The Hindu features are most remarkably apparent in that Chinese, with a shaven head and long-tail; there that coal-black, wooly headed personage calls himself a Portuguese and yonder hair, flaxen-haired, blue eyed youth says he is a Malay. Again, that yellow skinned, oblique-eyed, flat-faced, snub-nosed gentleman says he is a Dutchman.


The climate of Malacca is a surprising one in creating such incongruities. In two generations an Englishman becomes a Negro, a Chinaman becomes a Chitty, Malay becomes a Brahmin, and a round lusty German changes into a dried-up leather-jawed Arab.

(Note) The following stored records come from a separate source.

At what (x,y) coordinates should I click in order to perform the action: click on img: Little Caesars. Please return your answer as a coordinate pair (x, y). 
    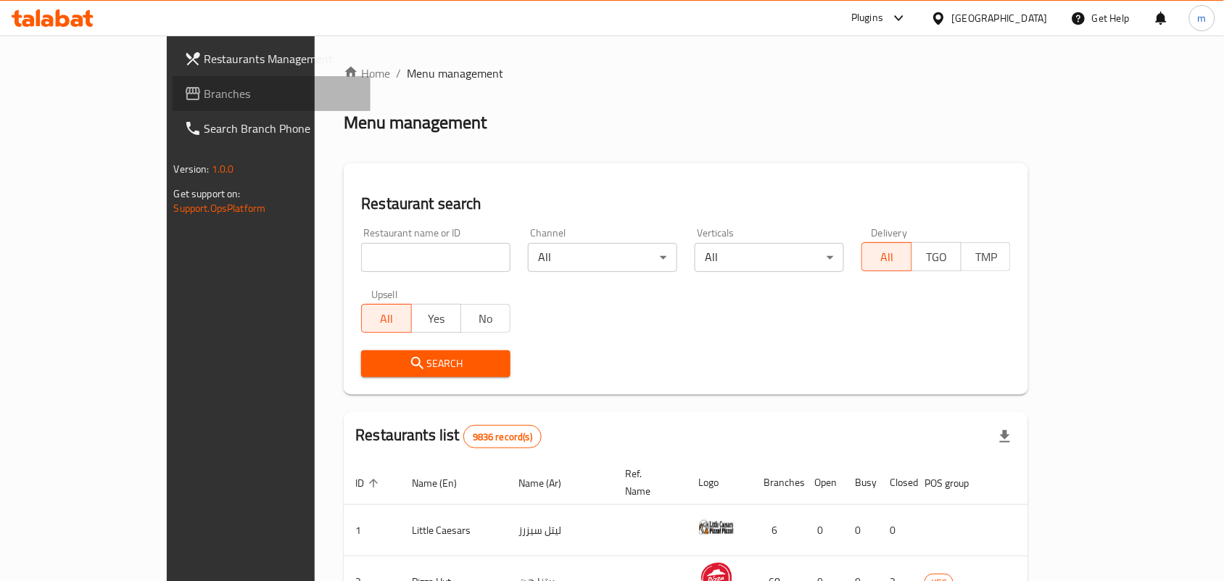
    Looking at the image, I should click on (716, 527).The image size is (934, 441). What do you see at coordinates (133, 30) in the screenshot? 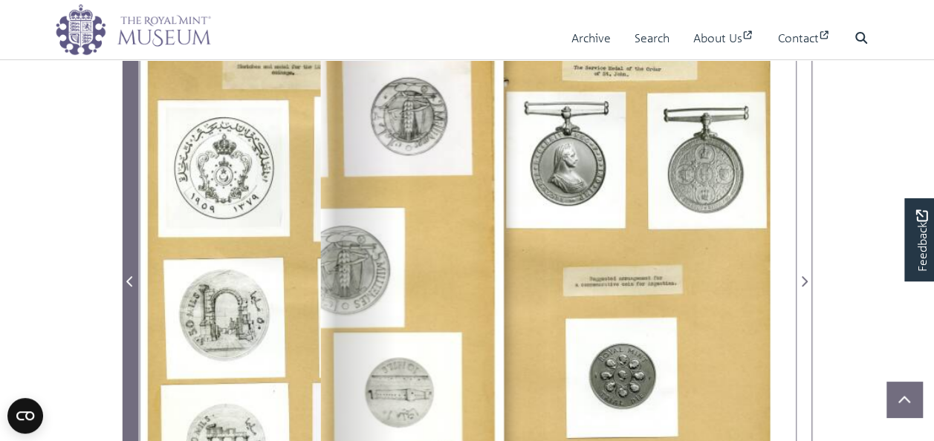
I see `img: logo_wide.png` at bounding box center [133, 30].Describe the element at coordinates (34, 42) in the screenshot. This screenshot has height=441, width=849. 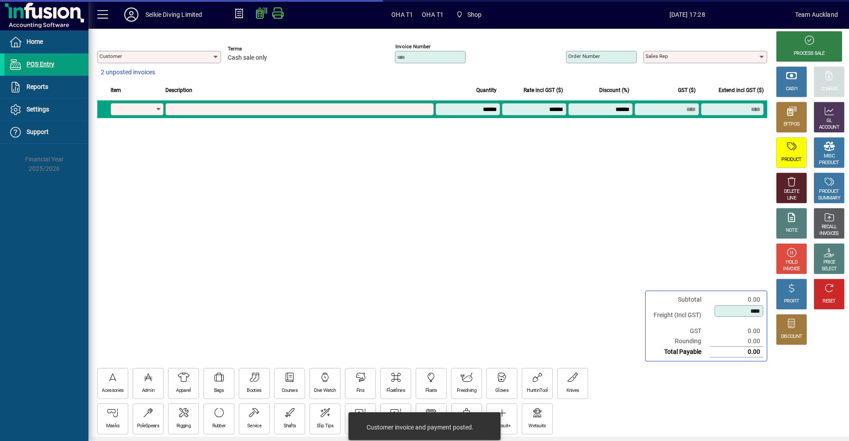
I see `span: Home` at that location.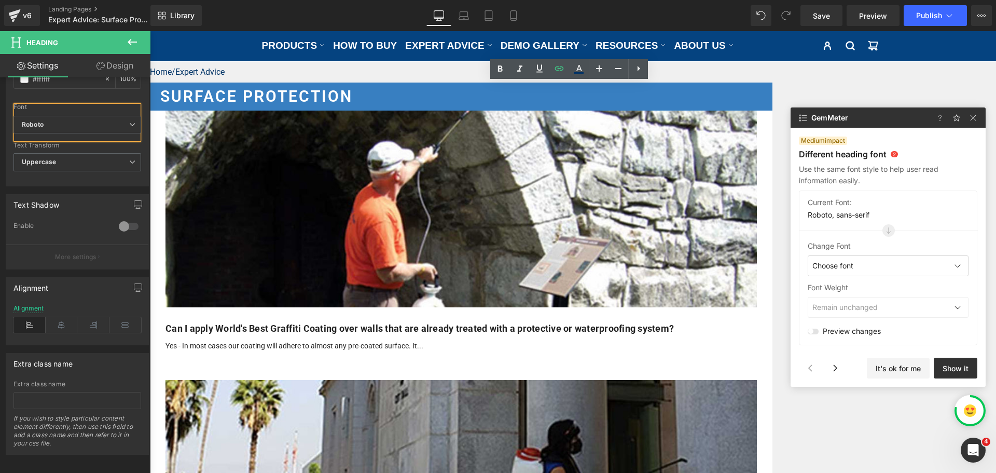 The width and height of the screenshot is (996, 473). I want to click on a: Landing Pages, so click(108, 9).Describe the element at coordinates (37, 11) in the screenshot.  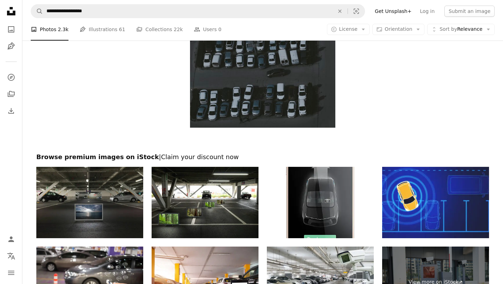
I see `button: Search Unsplash` at that location.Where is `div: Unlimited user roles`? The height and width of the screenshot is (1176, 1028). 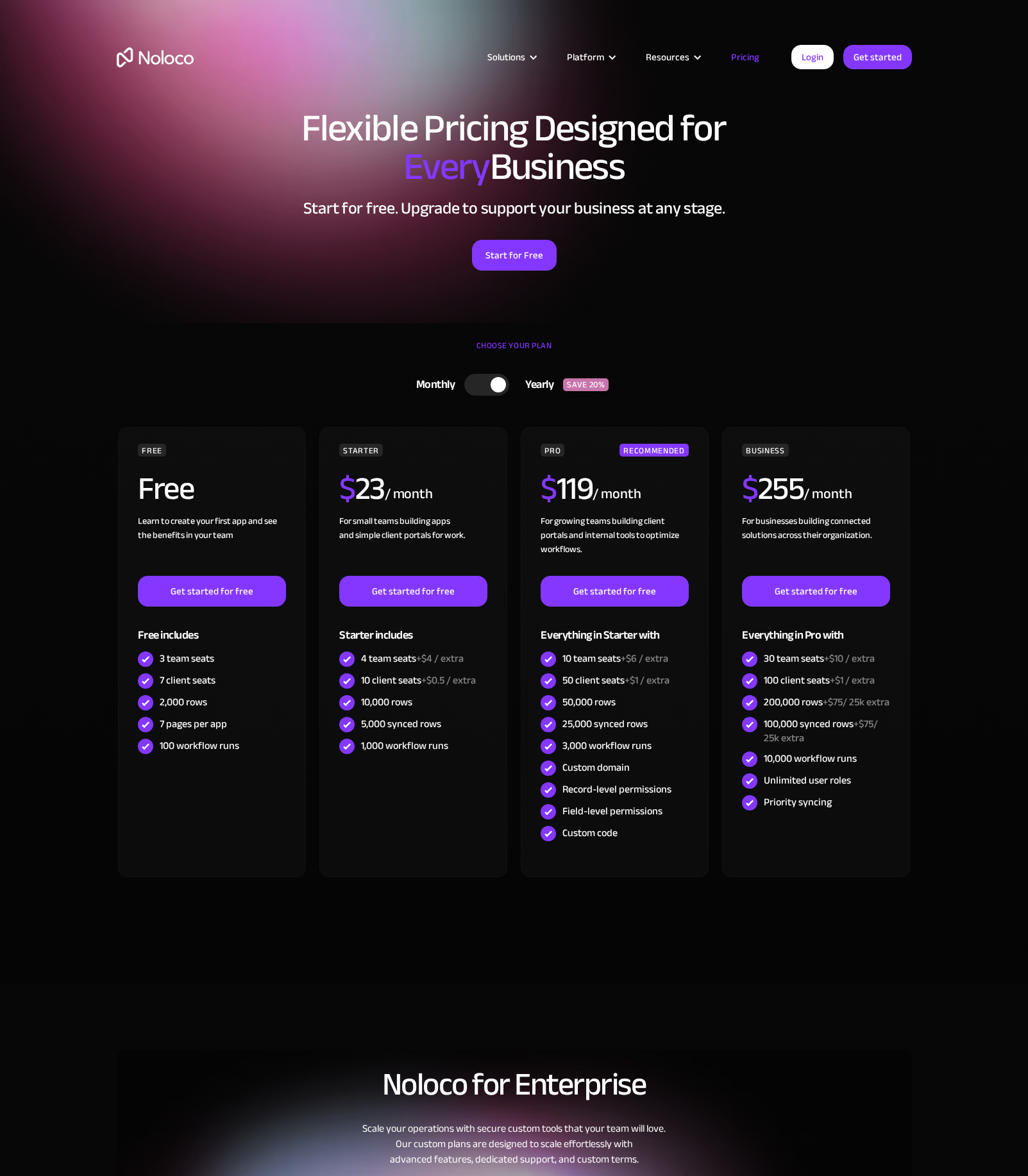 div: Unlimited user roles is located at coordinates (807, 780).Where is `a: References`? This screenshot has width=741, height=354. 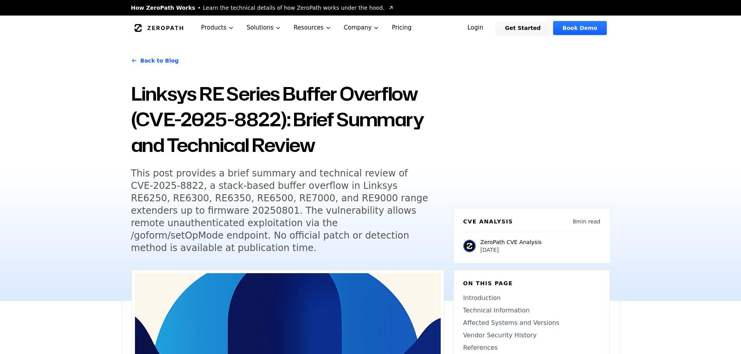
a: References is located at coordinates (532, 348). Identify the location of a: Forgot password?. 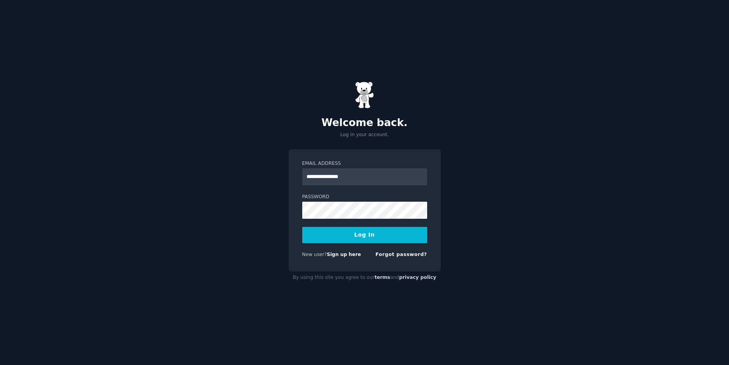
(401, 254).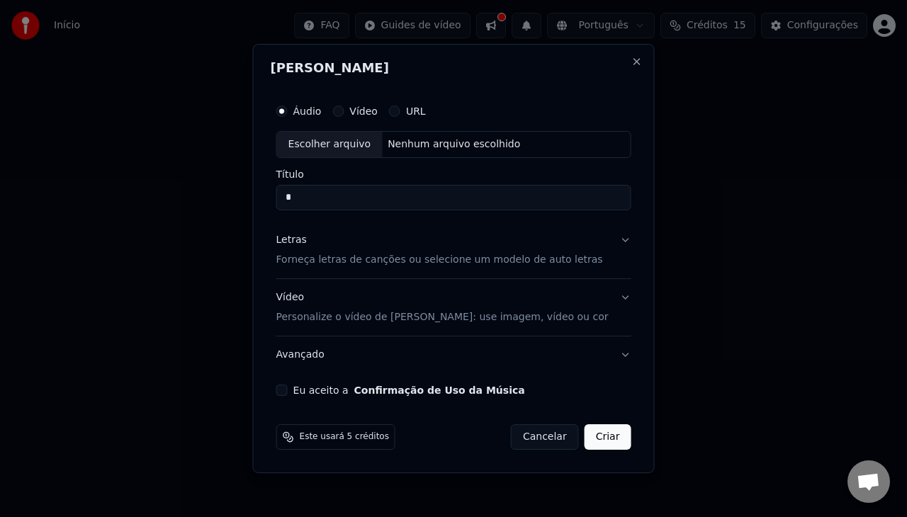 This screenshot has width=907, height=517. What do you see at coordinates (453, 355) in the screenshot?
I see `button: Avançado` at bounding box center [453, 355].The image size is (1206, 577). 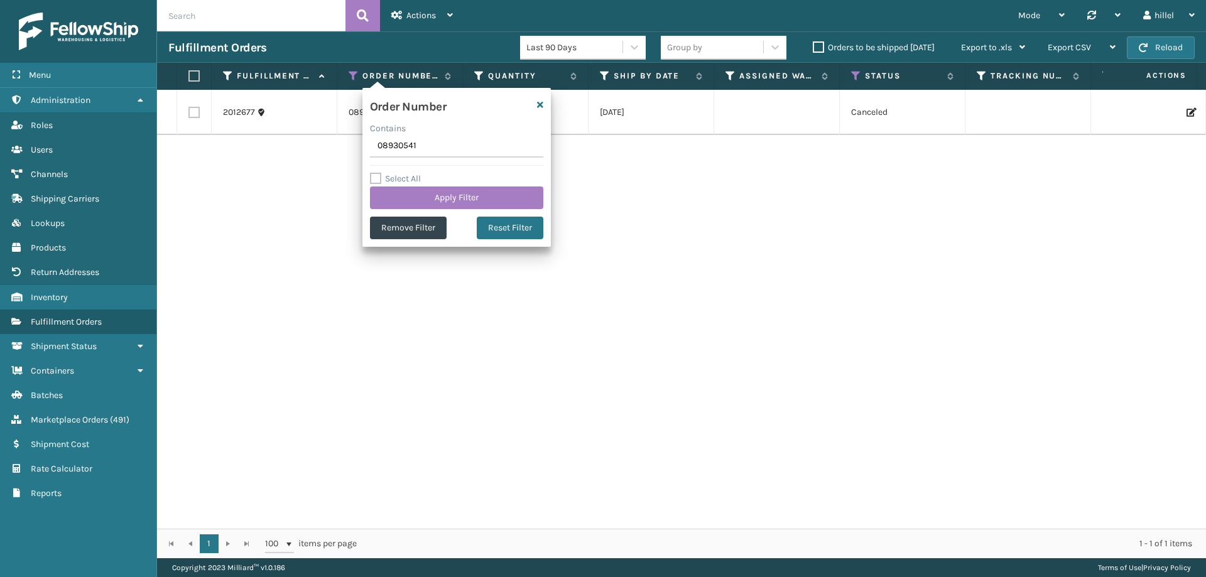 I want to click on button: Apply Filter, so click(x=457, y=198).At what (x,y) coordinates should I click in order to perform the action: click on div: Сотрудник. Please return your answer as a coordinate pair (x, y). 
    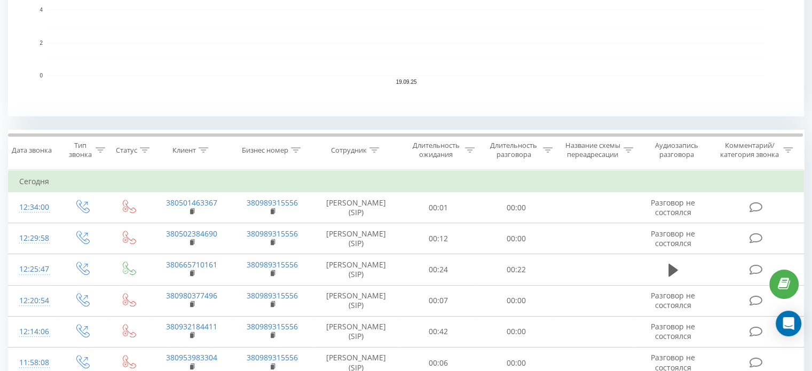
    Looking at the image, I should click on (349, 150).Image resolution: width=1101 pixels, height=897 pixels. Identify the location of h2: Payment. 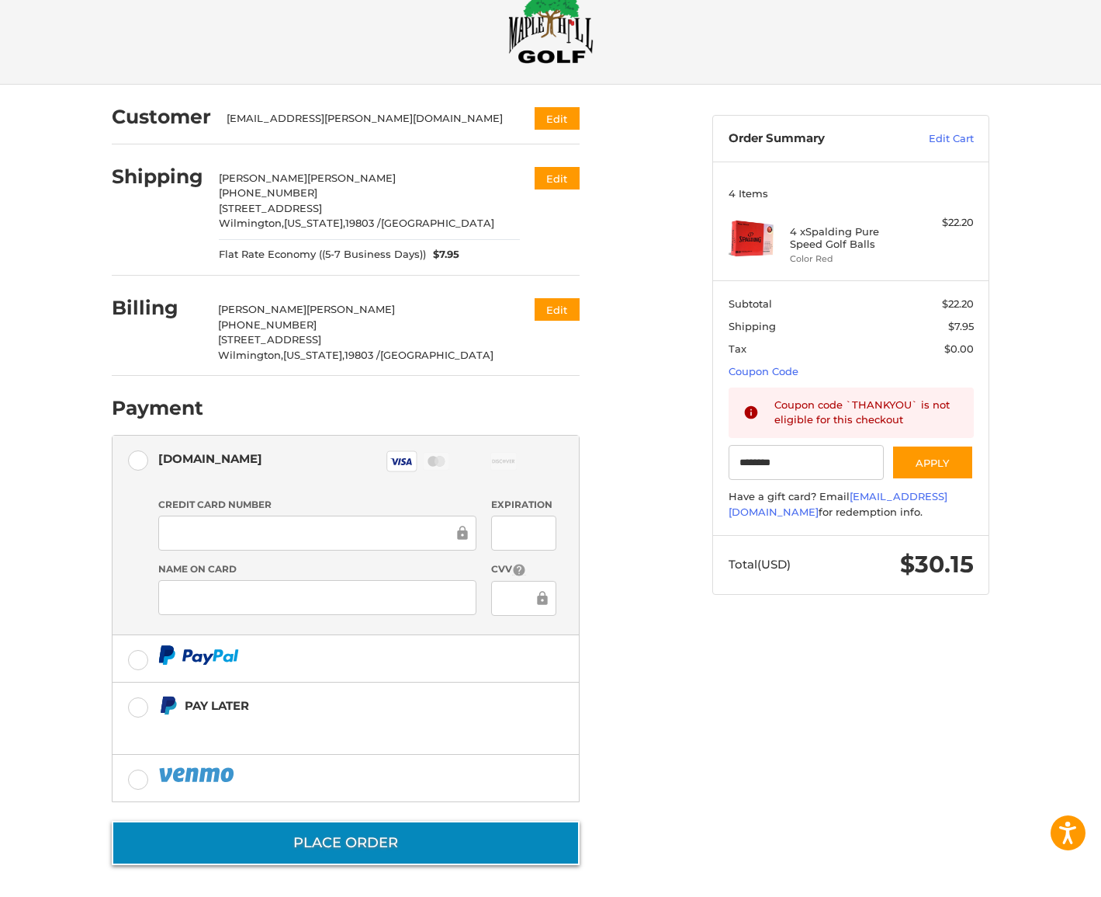
(158, 408).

The languages are soon forgotten, and all merge into the universal Malay. Not to say that broken-Dutch-English-and-Portuguese are not used ; but these are enunciated in the Malay idiom, so that they are so disguised as not to be understood excepting by true-born Malacca men. But the most amiable part of the Malacca man has not been mentioned, this consists in his absence of religious prejudice.


The Buddhist, Brahmin, Catholic, Protestant, and Mahomedan (Muslims), each assist at each other's festivals, and join with ardour in the ceremonies.


A cursory glance would convince the looker-on that indeed men were all of one mind here, and that the coming event was about to arrive. How could it be otherwise? Though Malacca has its representatives of all nations in the world, yet they are so mixed up with each other, that toleration on the broadest basis alone would secure the peace of society.